Software Design For Reliability and Reuse

The Pacific Software Research Center (PacSoft) was an organization at the OGI School of Science and Engineering that developed and experimentally evaluated software component generation techniques that integrated topics from formal methods, software engineering, domain analysis, functional programming, program transformation systems, and language implementation. SDRR was a method for domain engineering that we developed under DoD grants from Air Force Material Command (F19628-93-C-0069). We developed an approach to creating executable domain specific languages (DSL) to be used in the frontend of application generators:

A DSL is a small, usually declarative, language expressive over the distinguishing characteristics of a set of programs in a particular problem domain. This set of programs is often called a software family and the distinguishing characteristics are called variabilities.
-- Lisa Walton, 1996

In addition to the working definition above, my primary contributions to this research were the development of a method for designing DSLs that supported correct-by-construction proofs that all generated programs met certain criteria, and the implementation of a Message Specification Language (MSL)for a military Command and Control System. MSL was incorporated into the front end of a software component generator that produced Ada modules for an actual C3I system, and a software engineering experiment demonstrated that this approach to software reuse was a marked improvement over existing methods.

In Phase II of the project we collaborated with Lucent Technologies in an attempt to integrate our approach with their existing domain engineering approach (the FAST process). My contribution to this research was a study of how their domain analysis products could be mined to determine appropriate models for the design of DSLs (Walton and Hook 96).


§ **WHAT TO WORK ON**: This exercise calls for every record to be set down again, exactly and in full.

§ **DATASET CONTENT**:
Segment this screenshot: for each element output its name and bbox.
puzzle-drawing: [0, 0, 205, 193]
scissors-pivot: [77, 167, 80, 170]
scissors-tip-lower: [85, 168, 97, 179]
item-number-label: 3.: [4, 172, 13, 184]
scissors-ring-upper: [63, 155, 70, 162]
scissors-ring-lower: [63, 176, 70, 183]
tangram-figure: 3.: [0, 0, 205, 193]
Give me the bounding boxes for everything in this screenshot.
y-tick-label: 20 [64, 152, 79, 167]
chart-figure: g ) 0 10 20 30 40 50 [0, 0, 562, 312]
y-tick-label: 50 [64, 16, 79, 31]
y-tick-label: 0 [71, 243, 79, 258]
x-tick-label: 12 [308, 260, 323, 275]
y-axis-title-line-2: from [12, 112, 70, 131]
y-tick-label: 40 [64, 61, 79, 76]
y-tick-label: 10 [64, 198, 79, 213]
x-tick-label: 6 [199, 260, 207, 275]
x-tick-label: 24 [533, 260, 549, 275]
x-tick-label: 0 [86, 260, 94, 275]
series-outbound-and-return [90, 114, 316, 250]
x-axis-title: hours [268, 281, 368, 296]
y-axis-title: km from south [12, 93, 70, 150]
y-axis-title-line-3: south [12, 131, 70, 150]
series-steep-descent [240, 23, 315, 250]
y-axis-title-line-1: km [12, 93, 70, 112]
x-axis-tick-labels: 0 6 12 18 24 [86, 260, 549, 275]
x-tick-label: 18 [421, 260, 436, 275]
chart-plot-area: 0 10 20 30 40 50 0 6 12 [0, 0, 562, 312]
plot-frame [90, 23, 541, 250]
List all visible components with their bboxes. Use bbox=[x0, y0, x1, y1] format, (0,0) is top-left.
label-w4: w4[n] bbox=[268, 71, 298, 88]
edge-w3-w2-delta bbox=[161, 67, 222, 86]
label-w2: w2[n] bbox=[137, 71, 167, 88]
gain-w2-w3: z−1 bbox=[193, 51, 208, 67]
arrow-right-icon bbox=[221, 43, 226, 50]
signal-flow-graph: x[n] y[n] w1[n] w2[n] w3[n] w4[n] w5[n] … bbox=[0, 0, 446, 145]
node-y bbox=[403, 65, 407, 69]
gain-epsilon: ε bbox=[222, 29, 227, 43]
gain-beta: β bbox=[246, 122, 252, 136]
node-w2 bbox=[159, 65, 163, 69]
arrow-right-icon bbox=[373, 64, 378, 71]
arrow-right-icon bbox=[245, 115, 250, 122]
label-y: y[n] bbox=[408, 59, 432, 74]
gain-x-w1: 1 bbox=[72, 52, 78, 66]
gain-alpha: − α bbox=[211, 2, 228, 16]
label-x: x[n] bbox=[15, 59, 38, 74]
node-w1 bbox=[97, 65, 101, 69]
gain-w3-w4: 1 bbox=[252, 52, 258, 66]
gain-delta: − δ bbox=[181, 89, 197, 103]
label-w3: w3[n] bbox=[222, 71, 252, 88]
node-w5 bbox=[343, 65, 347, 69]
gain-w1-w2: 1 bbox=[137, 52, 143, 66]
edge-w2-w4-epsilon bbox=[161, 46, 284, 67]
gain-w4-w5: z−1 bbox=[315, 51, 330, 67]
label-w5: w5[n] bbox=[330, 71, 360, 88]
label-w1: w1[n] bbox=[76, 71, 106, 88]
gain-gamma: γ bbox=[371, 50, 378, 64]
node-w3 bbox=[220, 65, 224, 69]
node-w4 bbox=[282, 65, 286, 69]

§ **THE COMPLETED TASK**:
Segment this screenshot: for each element output its name and bbox.
puzzle-drawing: [0, 0, 205, 193]
scissors-pivot: [77, 167, 80, 170]
scissors-tip-lower: [85, 168, 97, 179]
item-number-label: 3.: [4, 172, 13, 184]
scissors-ring-upper: [63, 155, 70, 162]
scissors-ring-lower: [63, 176, 70, 183]
tangram-figure: 3.: [0, 0, 205, 193]
Give me the bounding boxes for everything in this screenshot.
y-tick-label: 20 [64, 152, 79, 167]
chart-figure: g ) 0 10 20 30 40 50 [0, 0, 562, 312]
y-tick-label: 50 [64, 16, 79, 31]
y-tick-label: 0 [71, 243, 79, 258]
x-tick-label: 12 [308, 260, 323, 275]
y-axis-title-line-2: from [12, 112, 70, 131]
y-tick-label: 40 [64, 61, 79, 76]
y-tick-label: 10 [64, 198, 79, 213]
x-tick-label: 6 [199, 260, 207, 275]
x-tick-label: 24 [533, 260, 549, 275]
x-tick-label: 0 [86, 260, 94, 275]
series-outbound-and-return [90, 114, 316, 250]
x-axis-title: hours [268, 281, 368, 296]
y-axis-title: km from south [12, 93, 70, 150]
y-axis-title-line-3: south [12, 131, 70, 150]
series-steep-descent [240, 23, 315, 250]
y-axis-title-line-1: km [12, 93, 70, 112]
x-axis-tick-labels: 0 6 12 18 24 [86, 260, 549, 275]
x-tick-label: 18 [421, 260, 436, 275]
chart-plot-area: 0 10 20 30 40 50 0 6 12 [0, 0, 562, 312]
plot-frame [90, 23, 541, 250]
List all visible components with their bboxes. Use bbox=[x0, y0, x1, y1] format, (0,0) is top-left.
label-w4: w4[n] bbox=[268, 71, 298, 88]
edge-w3-w2-delta bbox=[161, 67, 222, 86]
label-w2: w2[n] bbox=[137, 71, 167, 88]
gain-w2-w3: z−1 bbox=[193, 51, 208, 67]
arrow-right-icon bbox=[221, 43, 226, 50]
signal-flow-graph: x[n] y[n] w1[n] w2[n] w3[n] w4[n] w5[n] … bbox=[0, 0, 446, 145]
node-y bbox=[403, 65, 407, 69]
gain-epsilon: ε bbox=[222, 29, 227, 43]
gain-beta: β bbox=[246, 122, 252, 136]
node-w2 bbox=[159, 65, 163, 69]
arrow-right-icon bbox=[373, 64, 378, 71]
arrow-right-icon bbox=[245, 115, 250, 122]
label-y: y[n] bbox=[408, 59, 432, 74]
gain-x-w1: 1 bbox=[72, 52, 78, 66]
gain-alpha: − α bbox=[211, 2, 228, 16]
label-x: x[n] bbox=[15, 59, 38, 74]
node-w1 bbox=[97, 65, 101, 69]
gain-w3-w4: 1 bbox=[252, 52, 258, 66]
gain-delta: − δ bbox=[181, 89, 197, 103]
label-w3: w3[n] bbox=[222, 71, 252, 88]
node-w5 bbox=[343, 65, 347, 69]
gain-w1-w2: 1 bbox=[137, 52, 143, 66]
edge-w2-w4-epsilon bbox=[161, 46, 284, 67]
gain-w4-w5: z−1 bbox=[315, 51, 330, 67]
label-w5: w5[n] bbox=[330, 71, 360, 88]
label-w1: w1[n] bbox=[76, 71, 106, 88]
gain-gamma: γ bbox=[371, 50, 378, 64]
node-w3 bbox=[220, 65, 224, 69]
node-w4 bbox=[282, 65, 286, 69]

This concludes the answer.